TORONTO — It’s on me, but I still think of Metric as a slept-on political band that only my DC friends like, the Canadian cultural fluke that’s oddly able to capture the 2004-vintage Bush-era zeigeist better than most American rock groups. It turns out that in Toronto they play the equivalent of the Hammerstein Ballroom and meatheads on the free shuttle bus back to Union Station drunkenly chant the chorus to "Dead Disco."

Metric have never been an uplifting band. "Poster Of A Girl" documents compulsive, soul-killing sex, for instance. Their new material might be exceptionally bleak. The first song they played last night at the Sound Factory, a massive club on the pier off of Lake Ontario — Toronto was the worst vacation choice possible — was either about cocaine addiction or significantly influenced by it, and borrowed heavily from "Love" by Smashing Pumpkins. Metric’s new record, allegedly out sometime next year, is called Help I’m Alive, if that’s any indication of the band’s emotional state, and the tone is appropriately topical. "Gold Guns Girls" appears to tie the global economic meltdown to Metric’s other favorite subjects, meaningless sex and meaningless war. Emily introduced it as a song about "the end of excess." Its coda chants "More." Musically the new material is about as far from Live It Out as Rocket To Russia is from The Ramones. Is it ever brave not to progress?

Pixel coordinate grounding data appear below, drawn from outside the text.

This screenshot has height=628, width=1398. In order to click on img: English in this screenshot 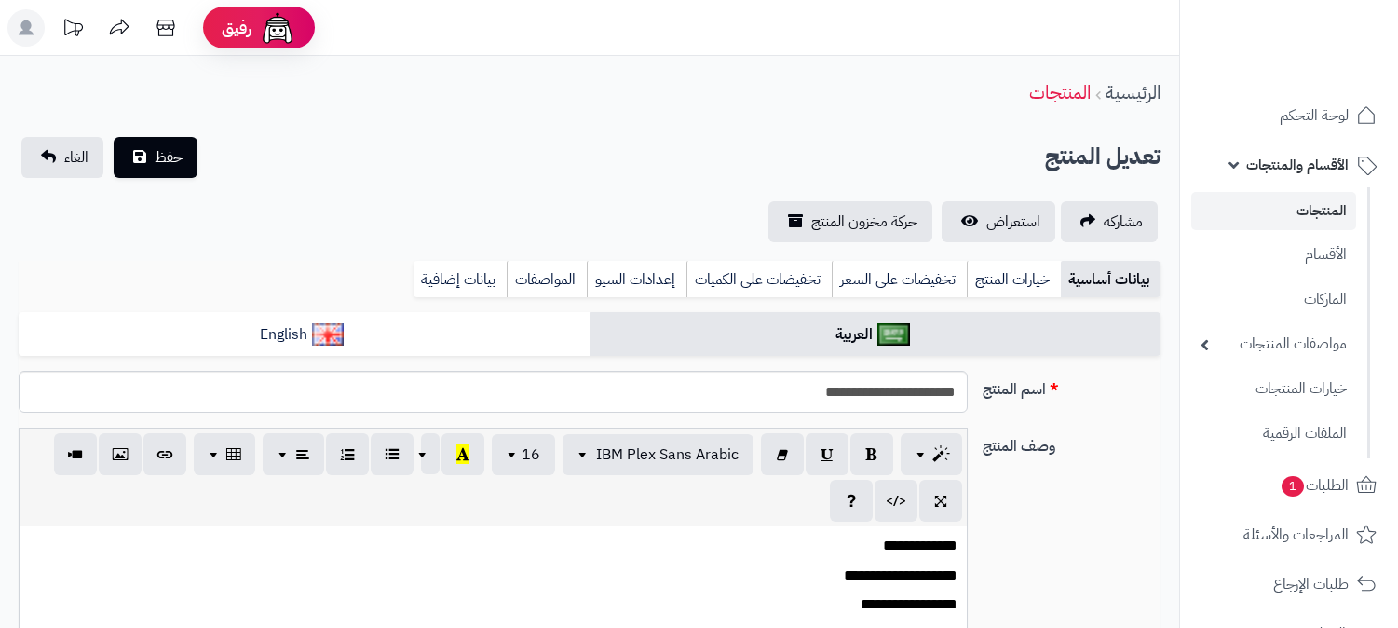, I will do `click(328, 334)`.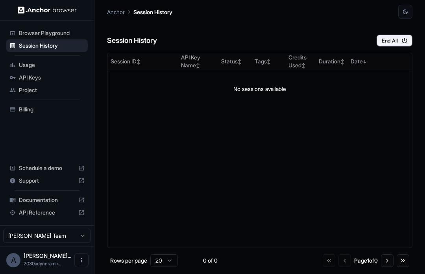  What do you see at coordinates (47, 10) in the screenshot?
I see `img: Anchor Logo` at bounding box center [47, 10].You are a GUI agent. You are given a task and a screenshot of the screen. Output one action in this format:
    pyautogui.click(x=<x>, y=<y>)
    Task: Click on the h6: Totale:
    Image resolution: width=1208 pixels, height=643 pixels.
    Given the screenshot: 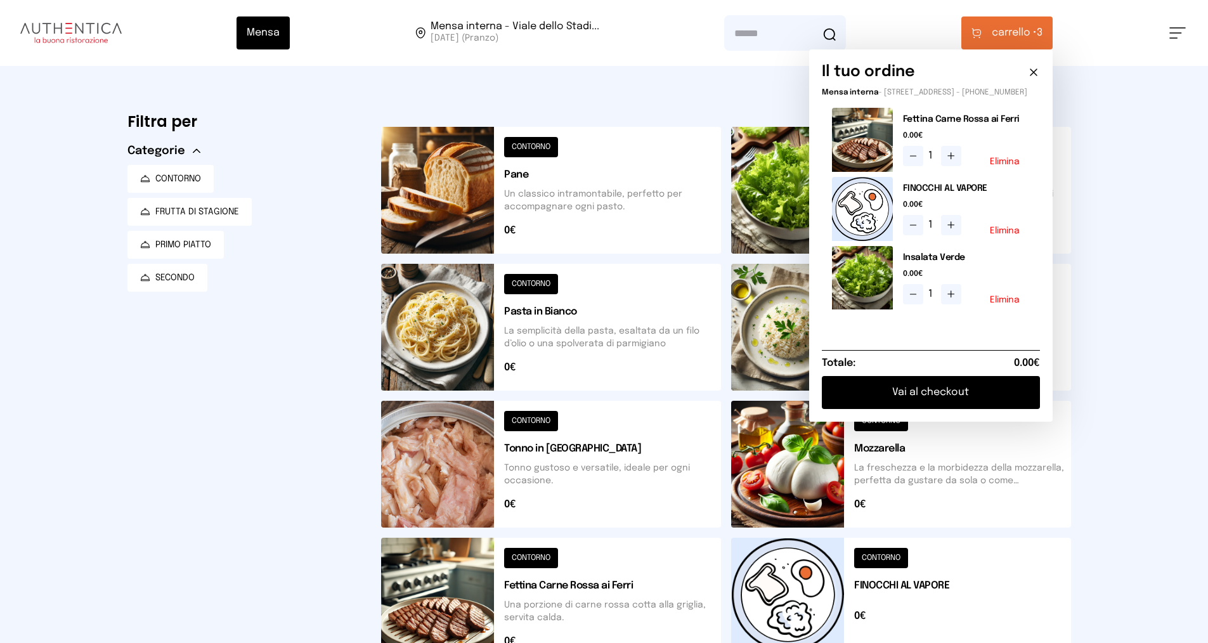 What is the action you would take?
    pyautogui.click(x=839, y=363)
    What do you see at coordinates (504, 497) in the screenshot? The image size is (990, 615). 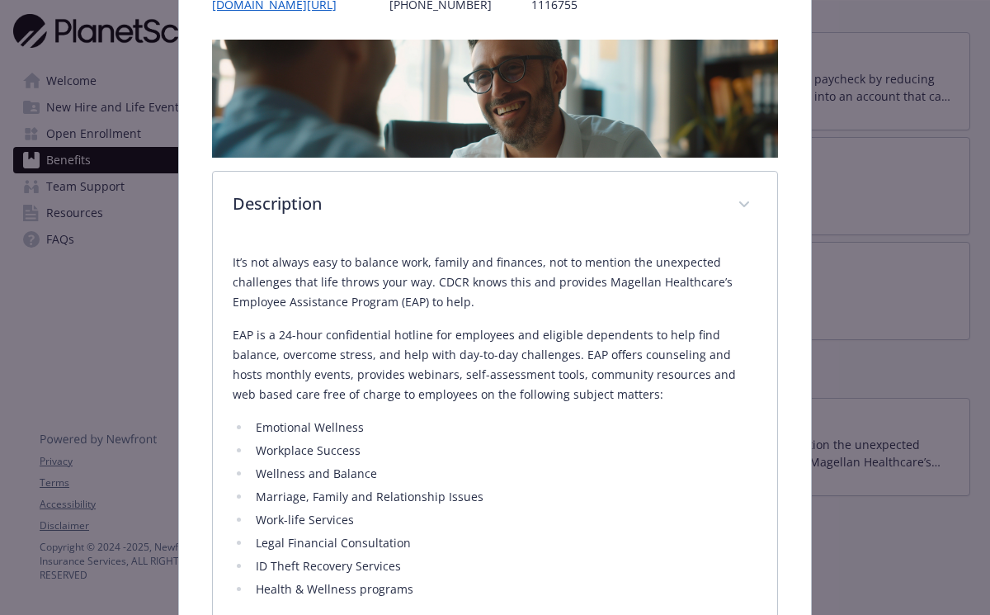 I see `li: Marriage, Family and Relationship Issues` at bounding box center [504, 497].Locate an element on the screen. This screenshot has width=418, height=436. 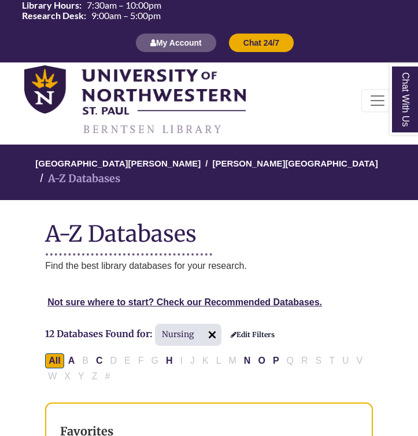
button: Filter Results O is located at coordinates (261, 361).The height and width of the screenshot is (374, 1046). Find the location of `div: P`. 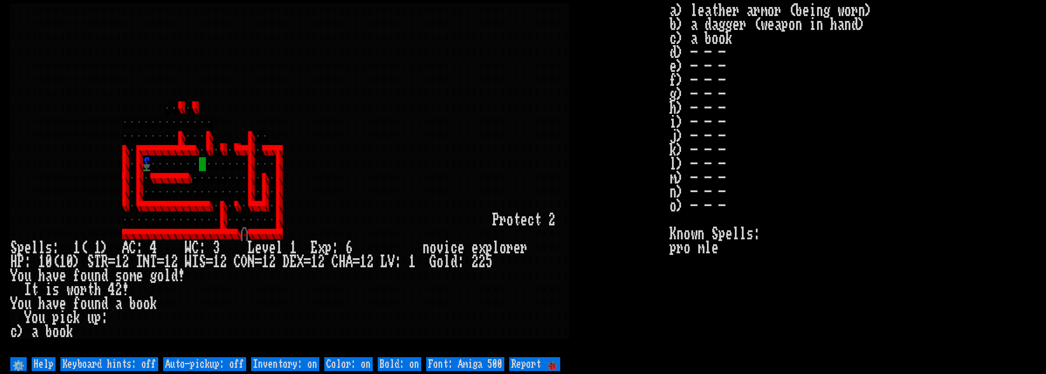

div: P is located at coordinates (496, 220). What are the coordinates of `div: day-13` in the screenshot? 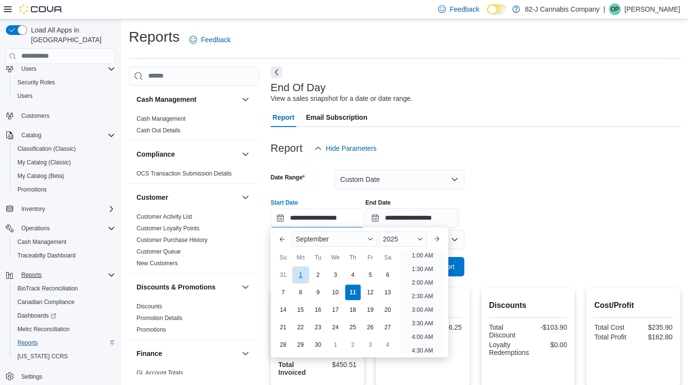 It's located at (388, 292).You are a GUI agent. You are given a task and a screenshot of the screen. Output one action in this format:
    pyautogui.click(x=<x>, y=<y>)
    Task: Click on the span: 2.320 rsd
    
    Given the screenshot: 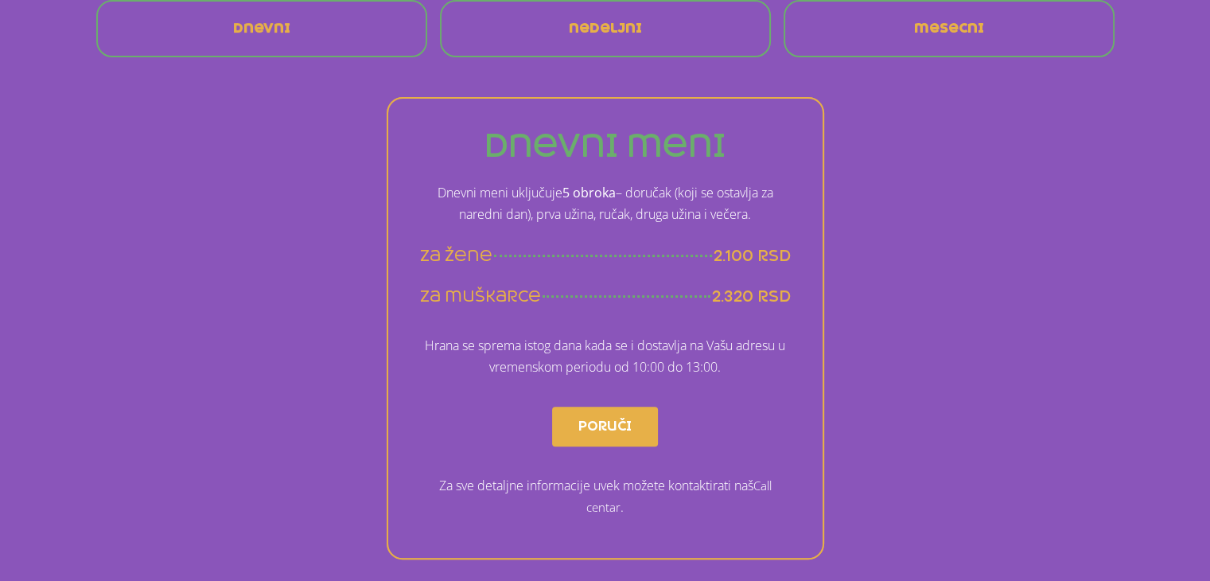 What is the action you would take?
    pyautogui.click(x=751, y=296)
     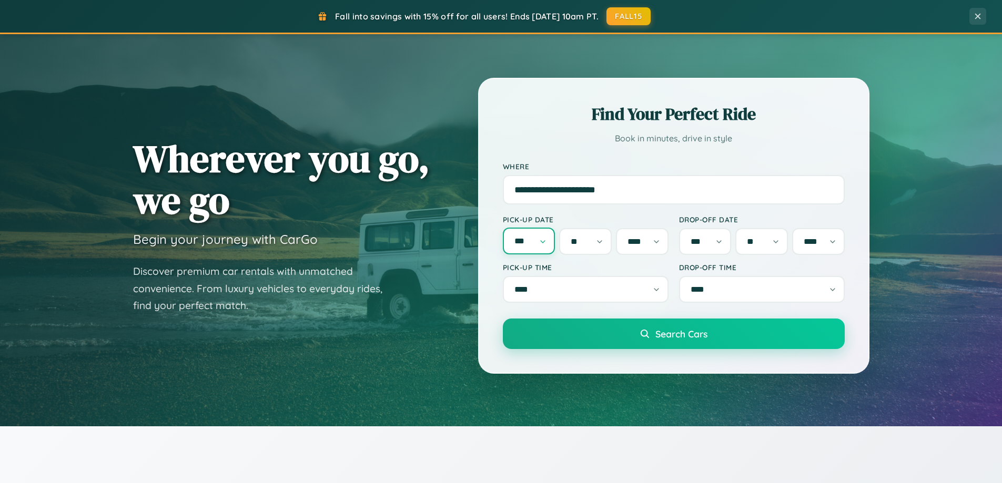 I want to click on label: Drop-off Time, so click(x=762, y=267).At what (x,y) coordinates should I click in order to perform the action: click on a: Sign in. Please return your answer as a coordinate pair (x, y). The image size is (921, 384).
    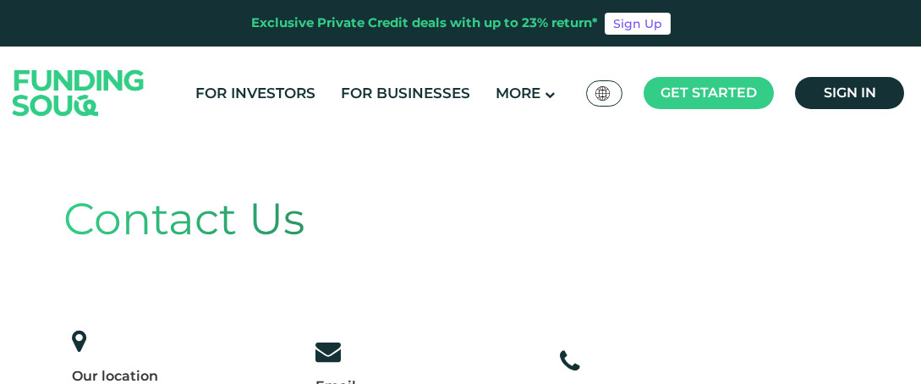
    Looking at the image, I should click on (849, 93).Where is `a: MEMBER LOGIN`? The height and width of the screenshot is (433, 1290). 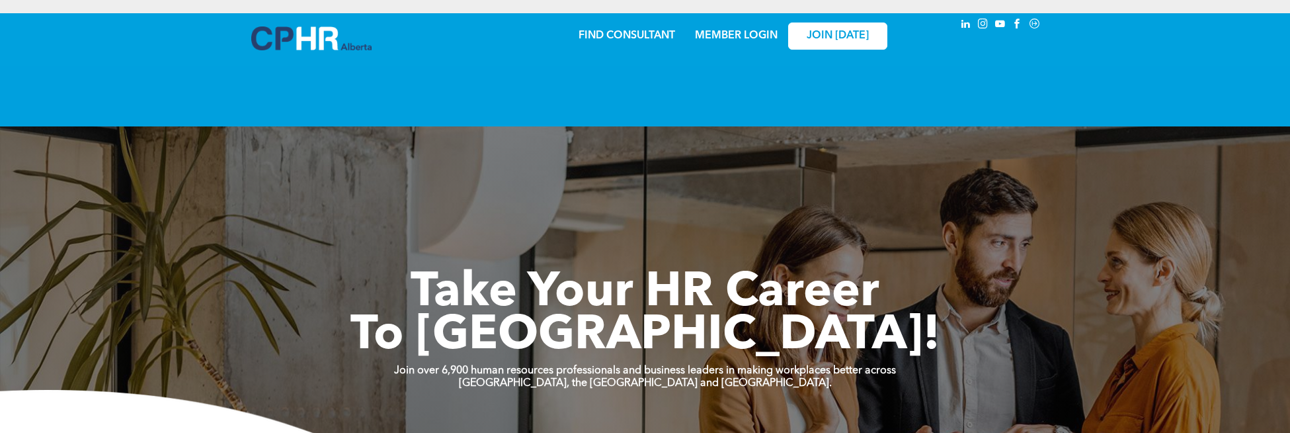 a: MEMBER LOGIN is located at coordinates (736, 36).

Two interesting facts about seeing shows in Canada. They solve the all-ages problem by cordoning off areas in the club as designated drinking zones. As a result I saw much of the show on closed-circuit video projection. And it is apparently socially acceptable to wear Metric and Tokyo Police Club t-shirts to shows that Metric and Tokyo Police Club play. It’s the subtle differences that make Canda feel so disconcertingly off-brand, the Go-Bot to America’s Transformer.